鈥淚n our everyday world it would be easy to count the faces to know what sort of resource we had available to us, but not so in the quantum world. In the quantum world, you can never see the whole dice, so counting the faces is very difficult. The way we get around this is to do a tomography, as they do in the medical world, building up a picture from many, many slices of the object,鈥 explains Nape.

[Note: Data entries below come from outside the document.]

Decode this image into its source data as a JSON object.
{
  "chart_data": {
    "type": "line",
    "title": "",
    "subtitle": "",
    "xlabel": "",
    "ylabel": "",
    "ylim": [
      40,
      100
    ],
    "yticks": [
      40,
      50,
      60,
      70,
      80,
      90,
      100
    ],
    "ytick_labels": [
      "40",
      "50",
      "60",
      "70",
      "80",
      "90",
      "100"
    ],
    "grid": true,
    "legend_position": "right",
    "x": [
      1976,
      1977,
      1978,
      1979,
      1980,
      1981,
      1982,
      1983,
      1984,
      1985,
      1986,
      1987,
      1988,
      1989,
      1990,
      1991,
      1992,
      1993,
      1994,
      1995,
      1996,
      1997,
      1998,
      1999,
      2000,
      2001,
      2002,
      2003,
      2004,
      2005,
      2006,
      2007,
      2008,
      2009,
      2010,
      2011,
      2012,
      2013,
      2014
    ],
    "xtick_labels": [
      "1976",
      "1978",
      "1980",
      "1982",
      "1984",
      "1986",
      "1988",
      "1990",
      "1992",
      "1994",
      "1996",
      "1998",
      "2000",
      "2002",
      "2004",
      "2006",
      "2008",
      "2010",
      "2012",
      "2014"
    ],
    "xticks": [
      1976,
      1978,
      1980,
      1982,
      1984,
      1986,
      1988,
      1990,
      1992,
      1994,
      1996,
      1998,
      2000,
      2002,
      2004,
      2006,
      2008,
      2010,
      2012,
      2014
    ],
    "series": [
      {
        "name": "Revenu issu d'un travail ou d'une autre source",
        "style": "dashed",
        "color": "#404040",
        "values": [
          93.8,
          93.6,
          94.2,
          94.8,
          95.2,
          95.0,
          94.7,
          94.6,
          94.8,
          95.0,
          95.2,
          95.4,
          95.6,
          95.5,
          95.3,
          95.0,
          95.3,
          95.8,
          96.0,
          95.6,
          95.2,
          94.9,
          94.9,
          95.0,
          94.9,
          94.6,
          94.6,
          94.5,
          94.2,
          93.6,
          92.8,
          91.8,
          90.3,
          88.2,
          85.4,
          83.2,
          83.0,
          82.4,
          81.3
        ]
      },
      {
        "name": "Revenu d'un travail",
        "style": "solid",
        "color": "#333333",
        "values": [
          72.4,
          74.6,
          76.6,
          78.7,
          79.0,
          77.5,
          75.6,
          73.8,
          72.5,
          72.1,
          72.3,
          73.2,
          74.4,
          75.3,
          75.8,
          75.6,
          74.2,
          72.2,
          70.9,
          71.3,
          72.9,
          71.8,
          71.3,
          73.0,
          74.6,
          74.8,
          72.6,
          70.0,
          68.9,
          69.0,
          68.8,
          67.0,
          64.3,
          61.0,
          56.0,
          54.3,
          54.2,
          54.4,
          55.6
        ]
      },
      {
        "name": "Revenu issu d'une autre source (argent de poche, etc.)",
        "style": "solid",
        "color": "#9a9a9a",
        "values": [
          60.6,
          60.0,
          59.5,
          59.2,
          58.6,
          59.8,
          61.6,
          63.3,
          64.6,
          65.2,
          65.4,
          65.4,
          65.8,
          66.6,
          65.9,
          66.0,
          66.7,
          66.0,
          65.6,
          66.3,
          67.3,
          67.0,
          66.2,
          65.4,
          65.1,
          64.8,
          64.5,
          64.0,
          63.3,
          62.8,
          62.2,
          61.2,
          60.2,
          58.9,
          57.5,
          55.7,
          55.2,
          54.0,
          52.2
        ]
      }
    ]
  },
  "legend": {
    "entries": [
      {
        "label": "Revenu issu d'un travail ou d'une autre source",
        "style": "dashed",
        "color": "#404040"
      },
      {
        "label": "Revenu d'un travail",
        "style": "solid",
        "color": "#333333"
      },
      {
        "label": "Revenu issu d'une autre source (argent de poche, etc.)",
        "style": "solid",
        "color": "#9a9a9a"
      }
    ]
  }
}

But the information in quantum objects can be enormous, so the time for this process is prohibitive. A faster approach is a 鈥楤ell measurement鈥, a famous test to tell if what you have in front of you is entangled, like asking it 鈥渁re you quantum or not?鈥. But while this confirms quantum correlations of the dice, it doesn鈥檛 say much about the number of faces it has.
Chance discovery
鈥淥ur work circumvented the problem by a chance discovery, that there is a set of measurements that is not a tomography and not a Bell measurement, but that holds important information of both,鈥 says Nape. 鈥淚n technical parlance, we blended these two measurement approaches to do multiple projections that look like a tomography but measuring the visibilities of the outcome, as if they were Bell measurements. This revealed the hidden information that could be extracted from the strength of the quantum correlations across many dimensions鈥.
First and fast
The combination of speed from the Bell-like approach and information from the tomography-like approach meant that key quantum parameters such as dimensionality and the purity of the quantum state could be determined quickly and quantitatively, the first approach to do so.
鈥淲e are not suggesting that our approach replace other techniques,鈥 says Forbes. 鈥淩ather, we see it as a fast probe to reveal what you are dealing with, and then use this information to make an informed decision on what to do next. A case of horses-for-courses鈥.
For example, the team see their approach as changing the game in real-world quantum communication links, where a fast measurement of how noisy that quantum state has become and what this has done to the useful dimensions is crucial.
WitsQ 鈥 driving quantum technology innovation in AfricaIn March 2021 the Department of Science and Innovation of South Africa approved a national strategy for quantum technologies. In parallel, Wits launched WitsQ, a university-wide strategy to co-ordinate quantum activities across the university for maximum impact.